02/11/2025 at 02:00PM
On Tuesday, February 11, 2025, at 2:00 p.m., in Room 1324 Longworth House Office Building, the Committee on Natural Resources, Subcommittee on Federal Lands will hold an oversight hearing titled “Restoring Multiple Use to Revitalize America’s Public Lands and Rural Communities.”
Witnesses:
- Eric Clarke, County Attorney, Washington County, St. George, Utah • Jim D. Neiman, President and Chief Executive Officer, Neiman Enterprises, Hulett, Wyoming • Tim Canterbury, President, Public Lands Council, Howard, Colorado • Dan Gibbs, Executive Director, Colorado Department of Natural Resources, Denver, Colorado [Minority Witness]
On January 27, 2021, President Biden issued Executive Order (E.O.) 14008, directing the U.S. Department of the Interior (DOI), the U.S. Department of Agriculture (USDA), the Council on Environmental Quality (CEQ), and other federal agencies to preserve at least 30 percent of the country’s lands and waters by 2030.
The BLM’s enabling statute, the Federal Land Policy and Management Act of 1976 (FLPMA), requires the agency to manage its 244 million acres of land and more than 700 million acres of subsurface mineral estate in accordance with multiple use and sustained yield (commonly referred to as a ‘multiple use mandate’).
On May 9, 2024, the BLM published its final “Conservation and Landscape Health” Rule (commonly referred to as the “Public Lands Rule”). The rule enables BLM to lease federal parcels under “restoration and mitigation” leases and change certain standards governing land-use decisions. Moreover, if BLM determines that uses previously authorized under FLPMA are incompatible with a restoration and mitigation lease, new land-health standards, or an Area of Critical Environmental Concern (ACEC), those uses would no longer be allowed.
President Biden created or expanded 12 national monuments and restored the boundaries of three others that Presidents Obama and Clinton had created. This included two national monuments that President Biden created in California during the last two weeks of his presidency: the 624,000- acre Chuckwalla National Monument and the 224,000-acre Sáttítla Highlands National Monument.
In April 2022, President Biden issued E.O. 14072, directing USDA and DOI to define, identify, and inventory “mature and old growth forests” on public lands and develop policies to protect those forests. The interagency mature and old growth initiative began in July 2022 with a Federal Register Notice and public comment period, resulting in roughly 4,000 comments and more than 100,000 signatures on various form letters from across the country. In April 2023, USFS published an “initial draft” seeking to define and inventory “old-growth and mature forests” and convened a “Definition Development Team.” The report identified 91 million acres of “old-growth and mature” forested lands on National Forest System (NFS) lands, comprising 63 percent of all land managed by USFS. USFS published a Notice of Intent to amend all 128 national forest land management plans to provide direction on managing, conserving, and stewarding old-growth forest conditions. On June 21, 2024, USFS released a Draft Land Management Plan Direction for Old-Growth Forest Conditions Across the National Forest System. USFS announced they were withdrawing the proposed amendment on January 7, 2025.
A selection of bills planned for consideration or already considered this Congress in the jurisdiction of the House Committee on Natural Resources include the following:
- H.R. 471 (Rep. Westerman), “Fix Our Forests Act”: Comprehensive, bipartisan legislation to restore forest health, improve resiliency to catastrophic wildfires, and protect communities by expediting environmental analyses and deterring frivolous lawsuits.
- H.R. 3397 (Rep. Curtis) (118th), “Western Economic Security Today (WEST) Act of 2024”: Withdraws the proposed Public Lands Rule and prohibits the BLM from finalizing, implementing, or enforcing any substantially similar rule.79
- H.R. 5499 (Rep. Miller-Meeks) (118th), “Congressional Oversight of the Antiquities Act”: Amends the Antiquities Act by requiring congressional approval for the designation of national monuments. If Congress does not approve the designation within six months, the monument cannot be redesignated by the President for 25 years.80
- H.R. 6085 (Rep. Hageman) (118th), To prohibit the implementation of the Draft Resource Management Plan and Environmental Impact Statement for the Rock Springs RMP Revision, Wyoming: Restricts the Secretary of the Interior from finalizing, implementing, administering, or enforcing the RMP and Environmental Impact Statement for the Rock Springs RMP Revision, Wyoming.81
- H.R. 6547 (Rep. Boebert) (118th), “Colorado Energy Prosperity Act”: Restricts the Secretary of the Interior from finalizing, implementing, administering, or enforcing the Draft RMP or Draft Supplemental Environmental Impact Statement for the CRVFO and GJFO RMPs.
- H.R. 7006 (Rep. Curtis) (118th), To prohibit natural asset companies from entering into any agreement with respect to land in the State of Utah or natural assets on or in such land: Restricts a NAC from entering into any agreement regarding land or natural assets in Utah.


**Goal of the exercise:** Reproduce every record below exactly as written, leaving out any pictures.
Excerpted records Start Marker
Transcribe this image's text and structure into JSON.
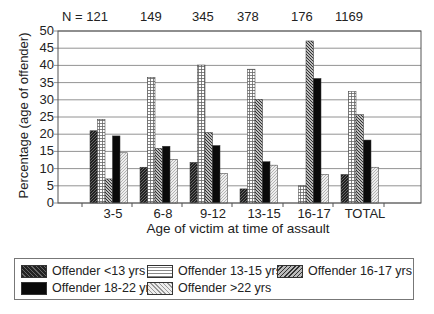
{
  "chart_data": {
    "type": "bar",
    "title": "",
    "xlabel": "Age of victim at time of assault",
    "ylabel": "Percentage (age of offender)",
    "ylim": [
      0,
      50
    ],
    "yticks": [
      0,
      5,
      10,
      15,
      20,
      25,
      30,
      35,
      40,
      45,
      50
    ],
    "grid": true,
    "legend_position": "bottom",
    "categories": [
      "3-5",
      "6-8",
      "9-12",
      "13-15",
      "16-17",
      "TOTAL"
    ],
    "n_labels": [
      "N = 121",
      "149",
      "345",
      "378",
      "176",
      "1169"
    ],
    "series": [
      {
        "name": "Offender <13 yrs",
        "values": [
          21,
          10.4,
          11.8,
          4.1,
          0,
          8.3
        ]
      },
      {
        "name": "Offender 13-15 yrs",
        "values": [
          24.3,
          36.5,
          40.1,
          38.9,
          5,
          32.4
        ]
      },
      {
        "name": "Offender 16-17 yrs",
        "values": [
          7,
          15.9,
          20.5,
          30.1,
          47.1,
          25.7
        ]
      },
      {
        "name": "Offender 18-22 yrs",
        "values": [
          19.5,
          16.5,
          16.7,
          12,
          36.2,
          18.3
        ]
      },
      {
        "name": "Offender >22 yrs",
        "values": [
          14.6,
          12.7,
          8.6,
          11,
          8.3,
          10.4
        ]
      }
    ]
  },
  "legend": {
    "items": [
      "Offender <13 yrs",
      "Offender 13-15 yrs",
      "Offender 16-17 yrs",
      "Offender 18-22 yrs",
      "Offender >22 yrs"
    ]
  }
}
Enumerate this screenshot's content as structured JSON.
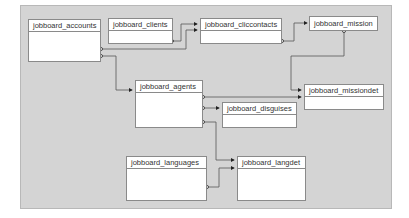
{
  "diagram": {
    "tables": [
      {
        "id": "accounts",
        "label": "jobboard_accounts"
      },
      {
        "id": "clients",
        "label": "jobboard_clients"
      },
      {
        "id": "cliccontacts",
        "label": "jobboard_cliccontacts"
      },
      {
        "id": "mission",
        "label": "jobboard_mission"
      },
      {
        "id": "missiondet",
        "label": "jobboard_missiondet"
      },
      {
        "id": "agents",
        "label": "jobboard_agents"
      },
      {
        "id": "disguises",
        "label": "jobboard_disguises"
      },
      {
        "id": "languages",
        "label": "jobboard_languages"
      },
      {
        "id": "langdet",
        "label": "jobboard_langdet"
      }
    ],
    "relations": [
      {
        "from": "clients",
        "to": "cliccontacts"
      },
      {
        "from": "accounts",
        "to": "cliccontacts"
      },
      {
        "from": "accounts",
        "to": "agents"
      },
      {
        "from": "cliccontacts",
        "to": "mission"
      },
      {
        "from": "mission",
        "to": "missiondet"
      },
      {
        "from": "agents",
        "to": "missiondet"
      },
      {
        "from": "agents",
        "to": "disguises"
      },
      {
        "from": "agents",
        "to": "langdet"
      },
      {
        "from": "languages",
        "to": "langdet"
      }
    ],
    "colors": {
      "canvas": "#d4d4d4",
      "line": "#555555",
      "box_border": "#8a8a8a"
    }
  }
}
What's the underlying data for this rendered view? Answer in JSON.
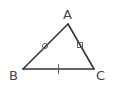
{
  "diagram": {
    "type": "triangle",
    "vertices": [
      {
        "label": "A",
        "x": 68,
        "y": 24
      },
      {
        "label": "B",
        "x": 23,
        "y": 69
      },
      {
        "label": "C",
        "x": 94,
        "y": 69
      }
    ],
    "labels": {
      "A": "A",
      "B": "B",
      "C": "C"
    },
    "side_markers": {
      "AB": "circle",
      "AC": "square",
      "BC": "tick"
    },
    "colors": {
      "stroke": "#333333",
      "label": "#444444",
      "background": "#ffffff"
    }
  }
}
Excerpted records End Marker
**Answer below:**
Transcribe this image's text and structure into JSON.
{
  "chart_data": {
    "type": "bar",
    "title": "",
    "xlabel": "Age of victim at time of assault",
    "ylabel": "Percentage (age of offender)",
    "ylim": [
      0,
      50
    ],
    "yticks": [
      0,
      5,
      10,
      15,
      20,
      25,
      30,
      35,
      40,
      45,
      50
    ],
    "grid": true,
    "legend_position": "bottom",
    "categories": [
      "3-5",
      "6-8",
      "9-12",
      "13-15",
      "16-17",
      "TOTAL"
    ],
    "n_labels": [
      "N = 121",
      "149",
      "345",
      "378",
      "176",
      "1169"
    ],
    "series": [
      {
        "name": "Offender <13 yrs",
        "values": [
          21,
          10.4,
          11.8,
          4.1,
          0,
          8.3
        ]
      },
      {
        "name": "Offender 13-15 yrs",
        "values": [
          24.3,
          36.5,
          40.1,
          38.9,
          5,
          32.4
        ]
      },
      {
        "name": "Offender 16-17 yrs",
        "values": [
          7,
          15.9,
          20.5,
          30.1,
          47.1,
          25.7
        ]
      },
      {
        "name": "Offender 18-22 yrs",
        "values": [
          19.5,
          16.5,
          16.7,
          12,
          36.2,
          18.3
        ]
      },
      {
        "name": "Offender >22 yrs",
        "values": [
          14.6,
          12.7,
          8.6,
          11,
          8.3,
          10.4
        ]
      }
    ]
  },
  "legend": {
    "items": [
      "Offender <13 yrs",
      "Offender 13-15 yrs",
      "Offender 16-17 yrs",
      "Offender 18-22 yrs",
      "Offender >22 yrs"
    ]
  }
}
Enumerate this screenshot's content as structured JSON.
{
  "diagram": {
    "tables": [
      {
        "id": "accounts",
        "label": "jobboard_accounts"
      },
      {
        "id": "clients",
        "label": "jobboard_clients"
      },
      {
        "id": "cliccontacts",
        "label": "jobboard_cliccontacts"
      },
      {
        "id": "mission",
        "label": "jobboard_mission"
      },
      {
        "id": "missiondet",
        "label": "jobboard_missiondet"
      },
      {
        "id": "agents",
        "label": "jobboard_agents"
      },
      {
        "id": "disguises",
        "label": "jobboard_disguises"
      },
      {
        "id": "languages",
        "label": "jobboard_languages"
      },
      {
        "id": "langdet",
        "label": "jobboard_langdet"
      }
    ],
    "relations": [
      {
        "from": "clients",
        "to": "cliccontacts"
      },
      {
        "from": "accounts",
        "to": "cliccontacts"
      },
      {
        "from": "accounts",
        "to": "agents"
      },
      {
        "from": "cliccontacts",
        "to": "mission"
      },
      {
        "from": "mission",
        "to": "missiondet"
      },
      {
        "from": "agents",
        "to": "missiondet"
      },
      {
        "from": "agents",
        "to": "disguises"
      },
      {
        "from": "agents",
        "to": "langdet"
      },
      {
        "from": "languages",
        "to": "langdet"
      }
    ],
    "colors": {
      "canvas": "#d4d4d4",
      "line": "#555555",
      "box_border": "#8a8a8a"
    }
  }
}
What's the underlying data for this rendered view? Answer in JSON.
{
  "diagram": {
    "type": "triangle",
    "vertices": [
      {
        "label": "A",
        "x": 68,
        "y": 24
      },
      {
        "label": "B",
        "x": 23,
        "y": 69
      },
      {
        "label": "C",
        "x": 94,
        "y": 69
      }
    ],
    "labels": {
      "A": "A",
      "B": "B",
      "C": "C"
    },
    "side_markers": {
      "AB": "circle",
      "AC": "square",
      "BC": "tick"
    },
    "colors": {
      "stroke": "#333333",
      "label": "#444444",
      "background": "#ffffff"
    }
  }
}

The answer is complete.